Einstein continues to do the tests
One of the most striking aspects of Pōwehi's image is its resemblance to simulated black holes created using computer models. These models are all based on Einstein's theory of general relativity, making this match an impressive justification for the ideas of the famous physicist.
"We were surprised by the clarity of the signature," Doeleman told NBC News MACH in an email. "Einstein's theory of gravity predicts that we should see a ring of light, but to make it pass so clearly has rocked us on our heels." (A small irony: Einstein himself did not believe in black holes, claiming that equations indicated that such objects were theoretically possible, they "do not exist in physical reality.")
The bright ring around Pōwehi is clearly asymmetrical, another effect predicted. The gases around the black hole gravitate into orbit and the side that turns towards the Earth seems brighter than the one that moves away. The pattern indicates that the black hole is turning clockwise from our point of view, said Heino Falcke, radio astronomer at Radboud University in the Netherlands and a member of the team Event Horizon Telescope, in an email.
The photo does not reveal what is happening on the horizon of events, the theoretical "surface" of a black hole. The horizon of events is one of the strangest predictions of Einstein's relativity, the point of no return where time stops. Until now, Horizon telescope observations of events can not confirm the very existence of a horizon of events.
"It sounds like an event horizon and it whistles like an event horizon, but you can never exclude something that almost looks like a horizon of events producing a similar shadow," he said. said Falcke. "Every competing model has to be tested one by one. The interesting thing is – now we can. "
Towards the distorted space … and beyond
The amazing power of the Event Horizon telescope means that many other outstanding issues in astronomy become suddenly indebted.
"This gives us, for the first time, a way to test our predictions of how black holes digest material and throw powerful jets of material that can disrupt entire galaxies," Doeleman said.

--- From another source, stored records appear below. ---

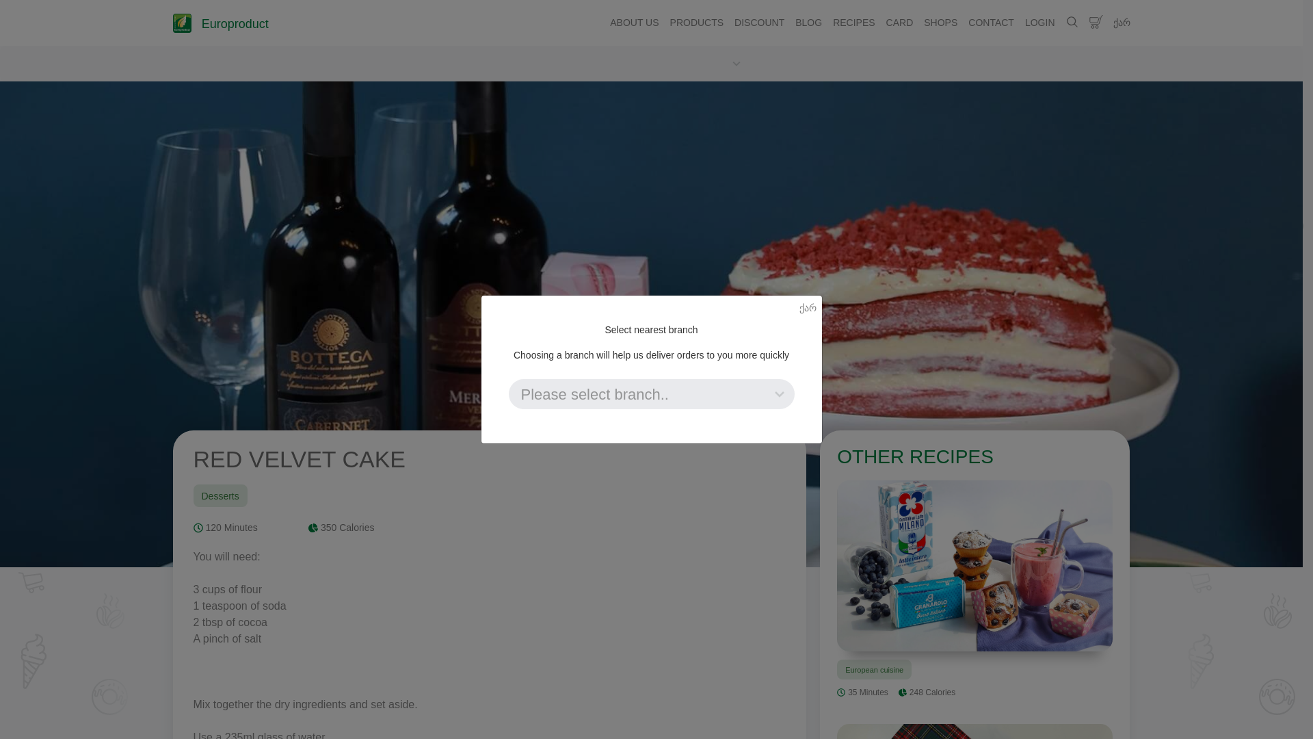 The width and height of the screenshot is (1313, 739). Describe the element at coordinates (651, 394) in the screenshot. I see `Please select branch..` at that location.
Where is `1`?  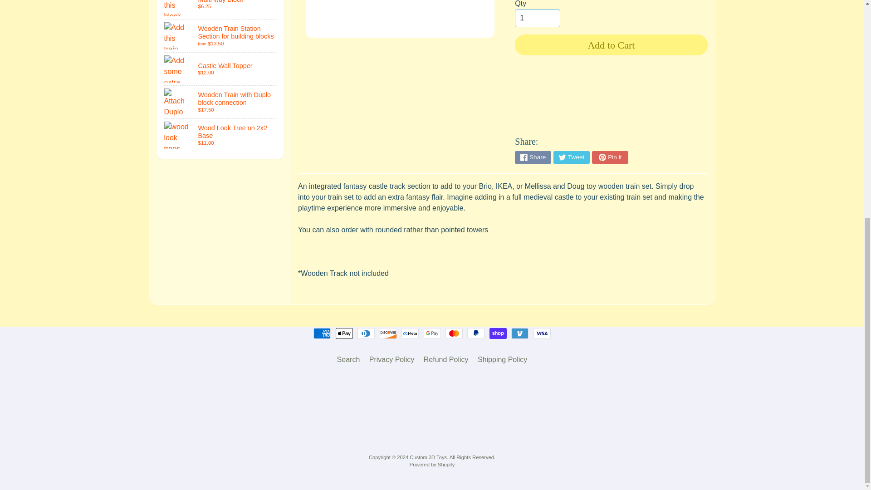
1 is located at coordinates (537, 18).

These jets can reach 100,000,000 times the width of the black hole and no one knows exactly how they are formed.
The regions surrounding the black holes are also extreme places where the gas is heated to millions of degrees and spinning at a speed close to that of light. These are natural laboratories for testing the outer limits of the laws of physics. "The next step is to make the image sharper so we can study the dynamics of the black hole – how does it change, how does it affect the environment?" This will allow us to move from creating still images of black holes to making movies, "said Doeleman.
Pōwehi is only one of the billions of supermassive black holes that are thought to be present today that they exist throughout the universe, at the center of most major galaxies. Future upgrades of the Event Horizon telescope will see more of these objects, including Sagittarius A * (pronounced Sagittarius A star), the huge black hole at the center of our own galaxy, the Milky Way. Falcke and the rest of the team have already tried to see Sagittarius A *, but our local black hole is flashing quickly, making it what he calls "an additional challenge".
The Horizon Telescope will be a boon for many other types of astronomical observations beyond black holes.
"The resolution power of the telescope is simply amazing," Rice University astronomers Mustafa Amin and Andrea Isella said in an email. (Its acuteness equates to reading e-mails on an iPhone in New York while basking in a Paris cafe.) They are eager to exploit this power to observe the planets being formed around the world. other stars or to observe the delicate structures of distant galaxies.
The possibilities are almost endless. First of all, Falcke and the other black hole hounds are looking forward to a well deserved sleep. "People were exhausted to do this tremendous amount of work under this pressure," he said. "It would be really nice to take a break for a moment and rethink the way we do things."